“[T]he City Council and other agencies of local government should base their decisions not on what is best for Broad but on what best serves the public. And they should approve this deal.”
Category: visual
A YouTube Project Helps Guggenheim Connect With Artists
“Beginning Monday anyone with access to a video camera and a computer will have an opportunity to catch the eye of a Guggenheim curator and vie for a place in a video-art exhibition in October at all of the foundation’s museums” via a project that’s “open even to entrants who don’t consider themselves artists.”
Jean Nouvel’s Serpentine Pavilion In London Is ‘Very, Very Red’
“This annual addition to the summer season [in Kensington Gardens], in its tenth year, has produced many things – Rem Koolhaas-s tethered balloon, Frank Gehry-s explosion in a lumber yard – but it has never before seen a red plastic playground. It’s very plastic and very, very red.”
A Great Big Art Park In Indianapolis Museum’s Backyard
The Fairbanks Art & Nature Park, opening next weekend, “is one of the largest in the United States and rare in its focus on temporary, site-specific commission. ‘We’re resisting this tendency in the last few decades to collect giant sculptures and then try to keep them forever outside,’ [the park’s curator] said. ‘These things have lives to live and at a certain point will be retired’.”
Aussie Gov’t Says Retirement Funds Should Not Invest In Art; Artists Object
An Australian government report has concluded that “art is a collectable and should not be counted as an investment that boost[s] retirement savings. … If implemented, the estimated $100 million [Aus] invested in art by self-managed [pension] funds each year would be lost.” Artists, dealers and auction houses are reportedly “quite outraged.”
Was Renoir Actually A Modernist?
“[Albert] Barnes believed that in old age Renoir achieved a rare mastery over form, light, and color. Even more heretical, he considered Renoir to be a wellspring of modern art, on a par in his influence on younger artists with his friend Cézanne … Many critics, scholars, and collectors have rejected this apotheosis, and still do.” This summer, you can visit two exhibits in Philadelphia and decide for yourself.”
Frick Collection Plans To Add A Gallery
“Seeking to create a new gallery for sculpture and decorative objects, the Frick Collection is planning to enclose in glass the portico on the north side of its Fifth Avenue garden.”
Cruise-Ship Auctions Spawn Legal Mess Over Authenticity
Several lawsuits brought by disenchanted buyers accuse “Park West [Gallery] and its founder, Albert Scaglione, of selling fake, forged and overpriced artwork and using phony appraisals and certificates of authenticity. Scaglione denied the allegations and said the negative publicity is killing his business.”
David Hockney On Empowerment Via iPad
“The 72-year-old Yorkshireman thinks that the iPad’s ability to share images will also have profound effects, both artistically and politically. ‘As it empowers more and more people to distribute their own images it weakens the older suppliers of images and perhaps governments as well.'”
Salander Auction, For Fraudster’s Creditors, Falls Short
“More than a third of the art didn’t sell, which dealers and art consultants attributed as much to Salander’s habit of buying in bulk — indiscriminately, some say — as to European economic turbulence.” Art dealer Lawrence B. “Salander, 61, who pleaded guilty in March to a $120 million art fraud, is free on $1 million bail.”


- [Instructions to follow]
Omitting all images, set down every line below exactly as it appears.

- [Source information]
+ + + +

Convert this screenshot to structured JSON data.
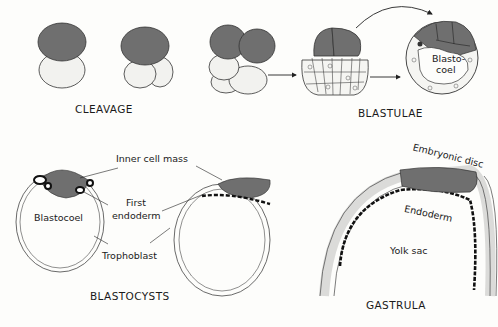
{
  "captions": {
    "cleavage": "CLEAVAGE",
    "blastulae": "BLASTULAE",
    "blastocysts": "BLASTOCYSTS",
    "gastrula": "GASTRULA"
  },
  "labels": {
    "blastocoel_blastula": "Blasto-\ncoel",
    "blastocoel_blastula_l1": "Blasto-",
    "blastocoel_blastula_l2": "coel",
    "inner_cell_mass": "Inner cell mass",
    "blastocoel": "Blastocoel",
    "first_endoderm_l1": "First",
    "first_endoderm_l2": "endoderm",
    "trophoblast": "Trophoblast",
    "embryonic_disc": "Embryonic disc",
    "endoderm": "Endoderm",
    "yolk_sac": "Yolk sac"
  },
  "colors": {
    "dark_cell": "#6f6f6f",
    "light_cell": "#f2f2ef",
    "outline": "#2a2a2a",
    "endoderm": "#111111",
    "background": "#fdfdfb"
  }
}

+ + + +

- [Task answer]
Convert this screenshot to structured JSON data.
{
  "captions": {
    "cleavage": "CLEAVAGE",
    "blastulae": "BLASTULAE",
    "blastocysts": "BLASTOCYSTS",
    "gastrula": "GASTRULA"
  },
  "labels": {
    "blastocoel_blastula": "Blasto-\ncoel",
    "blastocoel_blastula_l1": "Blasto-",
    "blastocoel_blastula_l2": "coel",
    "inner_cell_mass": "Inner cell mass",
    "blastocoel": "Blastocoel",
    "first_endoderm_l1": "First",
    "first_endoderm_l2": "endoderm",
    "trophoblast": "Trophoblast",
    "embryonic_disc": "Embryonic disc",
    "endoderm": "Endoderm",
    "yolk_sac": "Yolk sac"
  },
  "colors": {
    "dark_cell": "#6f6f6f",
    "light_cell": "#f2f2ef",
    "outline": "#2a2a2a",
    "endoderm": "#111111",
    "background": "#fdfdfb"
  }
}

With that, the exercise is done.